BankingProductRateTierV3

Change Proposed

Update the CDS documentation to make clear that 90% should be formatted as "90" rather than "0.9" within BankingProductRateTierV3 minimumValue and maximumValue.

nils-work commented 9 months ago

Hi @af-stayorgo

Thanks for raising this issue.

The expectation is that the PERCENT values would be provided consistently in the RateString style throughout the Standards.

For example, this would be consistent:

// 80-90% LVR
+ "unitOfMeasure": "PERCENT",
+ "minimumValue": 0.8,
+ "maximumValue": 0.9,

These would be inconsistent -

// 80-90% LVR
- "unitOfMeasure": "PERCENT",
- "minimumValue": 80,
- "maximumValue": 90,

// 0-90% LVR
- "unitOfMeasure": "PERCENT",
- "minimumValue": 0,
- "maximumValue": 90,

// >90% LVR (0 is not equivalent to null, and a maximum lower than the minimum would be invalid)
- "unitOfMeasure": "PERCENT",
- "minimumValue": 90,
- "maximumValue": 0,

// >90% LVR (0 is not equivalent to null, and a maximum lower than the minimum would be invalid)
- "unitOfMeasure": "PERCENT",
- "minimumValue": 0.9,
- "maximumValue": 0,

A statement could be added to the description of the minimumValue and maximumValue fields to clarify this, to the effect of:

Values associated with the PERCENT unitOfMeasure MUST be stated as a number in the RateString format.

It has also been noted that some Data Holders appear to provide a value of 0 to indicate that the maximumValue is not applicable, to imply no upper bound. This also appears to be inconsistent.

A further statement added to the maximumValue could clarify this:

Zero is not equivalent to null when indicating that maximumValue should be treated as absent.

Acknowledging that there may have been different interpretations of these field types, any clarification could be provided with future changes to the affected endpoints with an FDO.

A comment has also been added to the next Maintenance Iteration thread to review some incorrect labels in the descriptions of fields in this schema.

af-stayorgo commented 9 months ago

@nils-work - thanks for this clarification.

I can see the logic in align the approach with RateString, however this would mean that the vast majority of data holders are currently publishing LVR tiers in a non-compliant format (i.e. 90 rather than 0.9 to represent 90%).

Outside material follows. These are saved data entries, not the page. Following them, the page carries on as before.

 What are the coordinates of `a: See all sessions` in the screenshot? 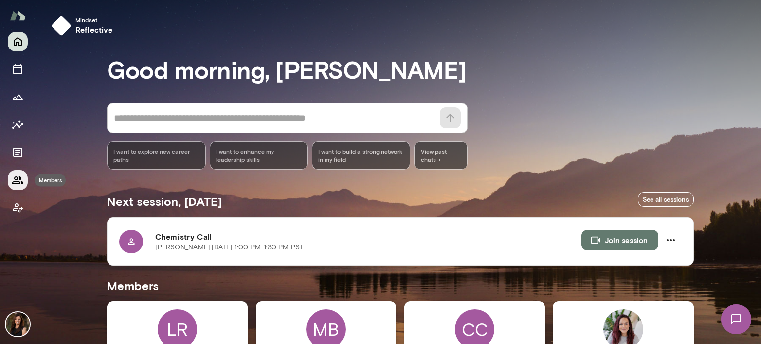 It's located at (665, 200).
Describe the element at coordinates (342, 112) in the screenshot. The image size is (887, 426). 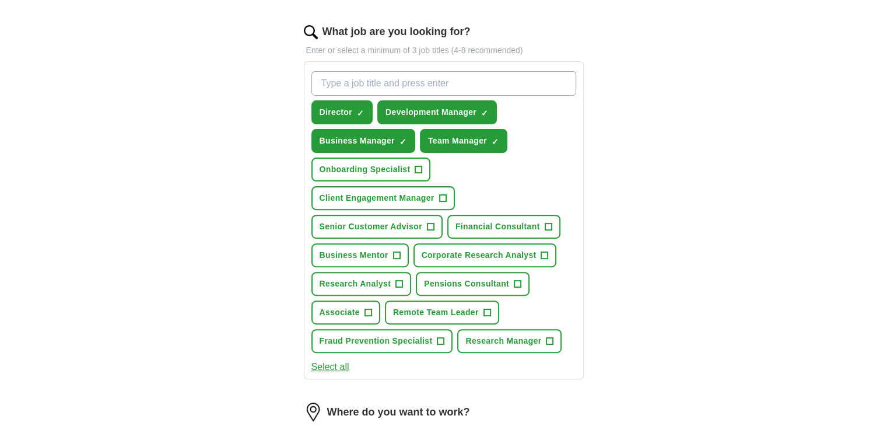
I see `button: Director✓` at that location.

Can you please confirm that this approach is final so we can advise our customers accordingly?

I'd recommend that a notice be issued to all data holders on this issue so they can correct their data, and the proposed statements above be added to the CDS as soon as possible.

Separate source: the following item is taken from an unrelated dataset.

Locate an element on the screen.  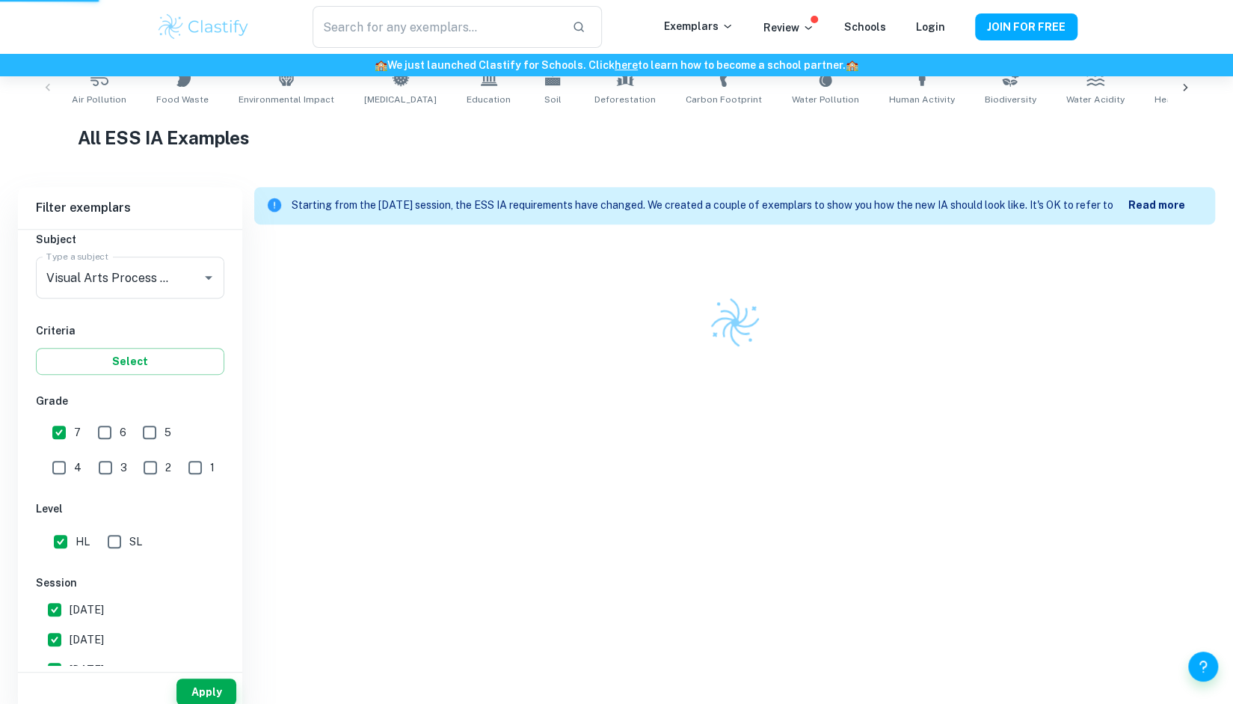
h6: Level is located at coordinates (130, 508).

af-stayorgo commented 9 months ago

@nils-work - can you please provide an update on this issue? Thanks

anzbankau commented 9 months ago

Hi @nils-work

Regarding:

A statement could be added to the description of the minimumValue and maximumValue fields to clarify this, to the effect of:

Values associated with the PERCENT unitOfMeasure MUST be stated as a number in the RateString format.

The BankingProductRateTierV3.unitOfMeasure is very literal, so the PERCENTAGE enum value means that pairings like minimumValue = 20 and maximumValue = 80 are read as 20% and 80%.

In contrast, the RateString data type is a general solution to ratios - that can also represent a percentage (by multiplying by 100) when viewed by a person (vs. in computer-to-computer interactions).

We don't believe any standardising on integer vs. decimal and the number of decimals is necessary when number conversion is so broadly supported by platforms, tools and languages. (While the Number data type has the Description "A standard floating point number. Can be positive, negative or zero", the examples include the integer 10, so perhaps the description needs to be expanded. Raised in holistic feedback: https://github.com/ConsumerDataStandardsAustralia/standards-maintenance/issues/612#issuecomment-1749849269.)

nils-work commented 7 months ago

Hi @af-stayorgo, @anzbankau

A statement to clarify the position above has been provided in the Candidate Standards for Banking.

Consultation on making the Candidate Standards binding is now open through Decision Proposal 338.